References Bill Emerson Good Samaritan Food Donation Act, 42 U.S.C. § 1791 (1996). Buzby, J. & Hyman, J. (2012). Total and per capita of food loss in the United States. Food Policy, 37, 561-570. doi: 10.1016/j.foodpol.2012.06.002 Bloom, J. (2010). American wasteland: How America throws away nearly half of its food. Philadelphia, PA: Perseus Books Group. Cohen, J.A. (2007). Ten years of leftovers with many hungry still left over: A decade of donations under the Bill Emerson Good Samaritan Food Donation Act. Seattle Journal for Social Justice, 5, 455-495. Retrieved from http://digitalcommons.law.seattleu.edu/sjsj/vol5/iss1/23 Face the Facts USA. (2012, August). Supersized hunger pangs, supersized waste [Fact sheet]. Retrieved from http://facethefactsusa.org/facts/supersized-hunger-pangs- supersized-waste-infographic/ Ferrell, J. (2006). Empire of scrounge: Inside the urban underground of dumpster diving, trash picking, and street scavenging. New York, NY: New York University Press. Gunders, D. (2012, August). Wasted: How America is losing up to 40 percent of its food from farm to fork to . Retrieved from http://www.nrdc.org/food/files/wasted-food-IP.pdf Hall, K.D., Guo, J., Dore, M., & Chow, C.C. (2009) The progressive increase of food waste in America and its environmental impact. PLoS ONE 4(11): e7940.doi:10.1371/journal.pone.0007940 Katz, S.E. (2006). The revolution will not be microwaved: Inside America’s underground food movements. White River Junction, VT: Chelsea Green Publishing. Lindeman, S. (2012). Trash eaters. Gastronomica, 12(1), 75-82. doi: http://dx.doi.org/10.1525/GFC.2012.12.1.75 McAdam, D., & Snow, D.A. (1997). Social movements: Readings on their emergence, mobilization, and dynamics. Los Angeles, CA: Roxbury Publishing Company McAdam, D., & Snow, D.A. (2010). Readings on social movements: Origins, dynamics, and outcomes. New York, NY: Oxford University Press, Inc. National Resources Defense Council. (2012, September). Food facts [Fact sheet]. Retrieved from http://www.nrdc.org/living/eatingwell/files/foodwaste_2pgr.pdf Partridge, B. (2011). Food waste, Freeganism and sustainable consumption: A qualitative investigation into eating from the bin. (Master’s dissertation). School of Social Science and Public Policy, King’s College, London, England.
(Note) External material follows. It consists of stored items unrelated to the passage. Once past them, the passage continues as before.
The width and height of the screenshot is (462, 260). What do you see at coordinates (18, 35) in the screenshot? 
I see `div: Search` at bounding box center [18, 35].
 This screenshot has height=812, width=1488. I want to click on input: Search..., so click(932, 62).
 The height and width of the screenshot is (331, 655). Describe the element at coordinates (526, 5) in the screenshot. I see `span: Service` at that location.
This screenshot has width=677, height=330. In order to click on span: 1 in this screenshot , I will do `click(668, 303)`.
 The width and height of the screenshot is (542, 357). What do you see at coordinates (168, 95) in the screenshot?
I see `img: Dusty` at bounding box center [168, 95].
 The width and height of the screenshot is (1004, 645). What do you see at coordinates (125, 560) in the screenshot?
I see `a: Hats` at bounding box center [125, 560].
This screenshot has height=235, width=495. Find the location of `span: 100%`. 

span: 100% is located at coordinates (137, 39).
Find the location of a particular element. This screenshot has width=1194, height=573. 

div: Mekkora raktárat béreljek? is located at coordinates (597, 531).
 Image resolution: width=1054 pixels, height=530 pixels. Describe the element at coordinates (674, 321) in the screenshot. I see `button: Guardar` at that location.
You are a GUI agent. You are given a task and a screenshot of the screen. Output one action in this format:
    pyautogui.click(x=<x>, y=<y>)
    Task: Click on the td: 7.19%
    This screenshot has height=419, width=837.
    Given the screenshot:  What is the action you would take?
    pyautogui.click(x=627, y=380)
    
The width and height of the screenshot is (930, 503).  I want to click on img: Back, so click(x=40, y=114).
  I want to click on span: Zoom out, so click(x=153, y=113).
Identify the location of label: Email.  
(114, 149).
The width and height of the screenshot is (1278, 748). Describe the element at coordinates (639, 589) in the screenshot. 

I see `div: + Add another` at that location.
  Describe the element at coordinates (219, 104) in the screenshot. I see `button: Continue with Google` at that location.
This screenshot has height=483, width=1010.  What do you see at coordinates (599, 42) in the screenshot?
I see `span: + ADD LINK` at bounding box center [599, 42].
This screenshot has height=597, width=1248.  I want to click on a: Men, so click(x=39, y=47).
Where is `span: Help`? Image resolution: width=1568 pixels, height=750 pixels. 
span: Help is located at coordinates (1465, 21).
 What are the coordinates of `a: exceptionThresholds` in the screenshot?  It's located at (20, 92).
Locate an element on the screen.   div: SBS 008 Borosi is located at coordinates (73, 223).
15 Intersect Vol 2, No 1 (2014) Dang, Recover, Redistribute, and Reduce

Reduce your food waste in dining halls. (2012). Retrieved from http://hunger.stanford.edu/help-students.html Rubenstein, T. (2012a, December 10). Greens scenes [Web log post]. Retrieved from http://www.freefarmstand.org/2012/12/10/greens- up-the-wazoo/ Rubenstein, T. (2012b, December 8). Produce totals [Web log post]. Retrieved from http://www.freefarmstand.org/produce-totals/ Singer, P. & Mason, J. (2006). The ethics of what we eat: Why our food choices matter. Emmaus, PA: Rodale, Inc. Stanford Office of Sustainability. (2012). Sustainability at Stanford: A year in review 2011-2012. Stanford, CA: Stanford University. Stuart, T. (2009). Waste: Uncovering the global food scandal. New York, NY: W.W. Norton & Company, Inc. United States Department of Agriculture, Economic Research Service. (2012, September). Household food security in the United States in 2011. (Report No. 141). Retrieved from: http://www.ers.usda.gov/media/884525/err141.pdf Wright, W. & Middendorf, G. (Eds.). (2008). The fight over food: Producers, consumers, and activists challenge the global food system. University Park, PA: the Pennsylvania State University Press.